It’s interesting when a series about a small town with secrets reveals a lot of those secrets in its first season, then takes a turn. Woman Of The Dead is a show like that; after the end of the first season, the show started to take a turn from being about an undertaker trying to find out who killed her husband to a thriller about a woman who is now keeping some secrets of her own.
Opening Shot: A woman is plunged in the water and flails around. “They say it’s only when you’ve lost everything that you realize what truly happens,” says a woman’s voice. “The problem is, by then it may be too late.”

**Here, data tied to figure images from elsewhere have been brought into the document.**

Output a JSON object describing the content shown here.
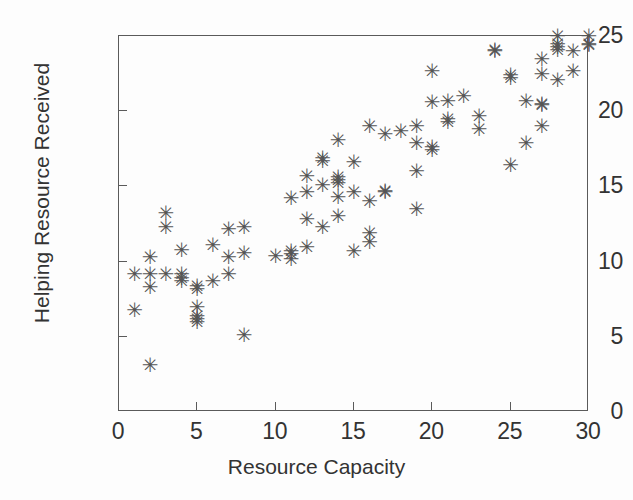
{
  "chart_data": {
    "type": "scatter",
    "title": "",
    "xlabel": "Resource Capacity",
    "ylabel": "Helping Resource Received",
    "xlim": [
      0,
      30
    ],
    "ylim": [
      0,
      25
    ],
    "xticks": [
      0,
      5,
      10,
      15,
      20,
      25,
      30
    ],
    "yticks": [
      0,
      5,
      10,
      15,
      20,
      25
    ],
    "grid": false,
    "legend": null,
    "marker": "asterisk",
    "marker_color": "#555555",
    "frame_color": "#5a5a5a",
    "text_color": "#333333",
    "background": "#fdfdfd",
    "points": [
      [
        1,
        6.7
      ],
      [
        1,
        9.1
      ],
      [
        2,
        3.0
      ],
      [
        2,
        8.2
      ],
      [
        2,
        9.1
      ],
      [
        2,
        10.2
      ],
      [
        3,
        9.1
      ],
      [
        3,
        12.2
      ],
      [
        3,
        13.1
      ],
      [
        4,
        8.6
      ],
      [
        4,
        8.8
      ],
      [
        4,
        9.1
      ],
      [
        4,
        10.7
      ],
      [
        5,
        5.9
      ],
      [
        5,
        6.1
      ],
      [
        5,
        6.3
      ],
      [
        5,
        6.9
      ],
      [
        5,
        8.1
      ],
      [
        5,
        8.3
      ],
      [
        6,
        8.6
      ],
      [
        6,
        11.0
      ],
      [
        7,
        9.1
      ],
      [
        7,
        10.2
      ],
      [
        7,
        12.1
      ],
      [
        8,
        5.0
      ],
      [
        8,
        10.5
      ],
      [
        8,
        12.2
      ],
      [
        10,
        10.3
      ],
      [
        11,
        10.1
      ],
      [
        11,
        10.4
      ],
      [
        11,
        10.6
      ],
      [
        11,
        14.1
      ],
      [
        12,
        10.9
      ],
      [
        12,
        12.7
      ],
      [
        12,
        14.5
      ],
      [
        12,
        15.6
      ],
      [
        13,
        12.2
      ],
      [
        13,
        15.0
      ],
      [
        13,
        16.6
      ],
      [
        13,
        16.8
      ],
      [
        14,
        12.9
      ],
      [
        14,
        14.2
      ],
      [
        14,
        15.1
      ],
      [
        14,
        15.3
      ],
      [
        14,
        15.5
      ],
      [
        14,
        18.0
      ],
      [
        15,
        10.6
      ],
      [
        15,
        14.5
      ],
      [
        15,
        16.5
      ],
      [
        16,
        11.2
      ],
      [
        16,
        11.8
      ],
      [
        16,
        13.9
      ],
      [
        16,
        18.9
      ],
      [
        17,
        14.5
      ],
      [
        17,
        14.6
      ],
      [
        17,
        18.4
      ],
      [
        18,
        18.6
      ],
      [
        19,
        13.4
      ],
      [
        19,
        15.9
      ],
      [
        19,
        17.8
      ],
      [
        19,
        18.9
      ],
      [
        20,
        17.3
      ],
      [
        20,
        17.5
      ],
      [
        20,
        20.5
      ],
      [
        20,
        22.6
      ],
      [
        21,
        19.2
      ],
      [
        21,
        19.4
      ],
      [
        21,
        20.6
      ],
      [
        22,
        20.9
      ],
      [
        23,
        18.7
      ],
      [
        23,
        19.6
      ],
      [
        24,
        23.9
      ],
      [
        24,
        24.0
      ],
      [
        25,
        16.3
      ],
      [
        25,
        22.1
      ],
      [
        25,
        22.3
      ],
      [
        26,
        17.8
      ],
      [
        26,
        20.6
      ],
      [
        27,
        18.9
      ],
      [
        27,
        20.3
      ],
      [
        27,
        20.4
      ],
      [
        27,
        22.4
      ],
      [
        27,
        23.4
      ],
      [
        28,
        22.0
      ],
      [
        28,
        24.0
      ],
      [
        28,
        24.2
      ],
      [
        28,
        24.4
      ],
      [
        28,
        24.9
      ],
      [
        29,
        22.6
      ],
      [
        29,
        23.9
      ],
      [
        30,
        24.3
      ],
      [
        30,
        24.4
      ],
      [
        30,
        24.9
      ]
    ]
  },
  "axis": {
    "x_tick_labels": [
      "0",
      "5",
      "10",
      "15",
      "20",
      "25",
      "30"
    ],
    "y_tick_labels": [
      "0",
      "5",
      "10",
      "15",
      "20",
      "25"
    ],
    "x_title": "Resource Capacity",
    "y_title": "Helping Resource Received"
  }
}
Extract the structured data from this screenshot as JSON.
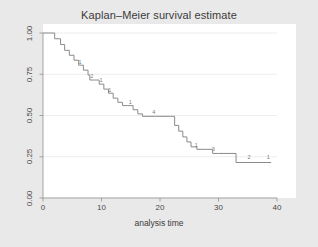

The Gist: Two years after killing and dismembering the person who killed her husband, we see Brunhilde Blum (Anna Maria Mühe), whom everyone calls “Blum”, taking self-defense training. We also see her at home, in the same building where her mortuary business is located. She’s doing typical mom stuff, like telling her teenage daughter Nela (Emilia Pieske) to get off her phone and making sure her son Karl (Hans-Uwe Bauer) does his homework. Reza Shadid (Yousef Sweid) has moved in with Blum and her kids.
He notices that in the cemetery in town, a grave is being dug up in order for the police to get DNA from a body for an inheritance dispute. It’s someone she prepared to be buried two years prior, and she put body parts from one of the two people she killed in with that person. It leads the two of them to go to the cemetery in the dark of night to try to retrieve all the parts. But when they’re spotted, they have to leave; Blum knows that she doesn’t have all the parts, including the victim’s head.
Blum knows that the police will find the rest of the parts, and the next day, we see lead detective Wilhelm Denzberger (Robert Palfrader) called to the scene at the cemetery. When he spots a certain ring on one of the disembodied hands, he knows that the hand belongs to the missing son of Johanna Schönborn (Michou Friez), the owner of the local ski resort and a very powerful figure in the small mountain town.
Major Brigit Wallner (Britta Hammelstein) of the Criminal Intelligence Service is called in, as she was two years prior, and she feels that Blum is her strongest person of interest. But with no physical evidence linking her to the bodies, Wallner has to see if Blum will come in for questioning voluntarily. Blum decides to take her late husband’s Ducati out of town, but ends up fighting a strange man rifling through her files instead.
What Shows Will It Remind You Of? Woman Of The Dead (Original title: Totenfrau) gave us a Mare Of Easttown feel in Season 1, but now we need to throw in a little bit of Breaking Bad into the mix.
Our Take: While Woman Of The Dead still has a lot of elements of the “small town with secrets” drama that it was in Season 1, the story direction has changed. Now Blum is trying to keep from having her crimes connected to her. And, even though her crimes were in conjunction with revenge for the murder of her husband, they are pretty brutal nonetheless.
No matter what Blum has done, though, Anna Maria Mühe makes her easy to root for. After all, she’s had her husband ripped away from her. She still imagines the people whose bodies she cares for before their burial can talk to her. And the people she’s up against, like Johanna and her family, are up to all sorts of no good. So, even though Blum has committed some of her own heinous acts, it’s all in the service of finding answers.
If you’re not sure about Johanna’s complicity in some shady doings, her brief meeting with a burly man named Badal Sarkissian (Peter Kurth) should put those doubts to bed. He’s a guy who breaks fingers, or at least has a henchperson break them for him, and he seems to be intimately involved with Johanna’s plans to build a new hotel.
There’s also the complicating factor of Nela’s relationship with Johanna’s nephew Alex (Tristian Lopez). She’s trying to keep Alex’s identity from Blum, for obvious reasons. How is Blum going to react when she finds out?
Sex and Skin: Nothing in the first episode.
Parting Shot: After missing out on grabbing Blum, a man decides to go to “Plan B,” as he texts to someone, and he grabs Nela instead.
Sleeper Star: Britta Hammelstein’s character Brigit Wallner is a pretty typical hard-driven detective, but she’s also a good antagonist for Blum.
Most Pilot-y Line: When Wallner asks Blum how she got a cut on her face, Blum replies, “It was a coffin lid. Dangerous profession.” Those coffin lids pack a heck of a punch, don’t they?
Our Call: STREAM IT. There’s plenty of intrigue in Season 2 of Woman Of The Dead, even if the tone of the show has shifted a bit.
Joel Keller (@joelkeller) writes about food, entertainment, parenting and tech, but he doesn’t kid himself: he’s a TV junkie. His writing has appeared in the New York Times, Slate, Salon, RollingStone.com, VanityFair.com, Fast Company and elsewhere.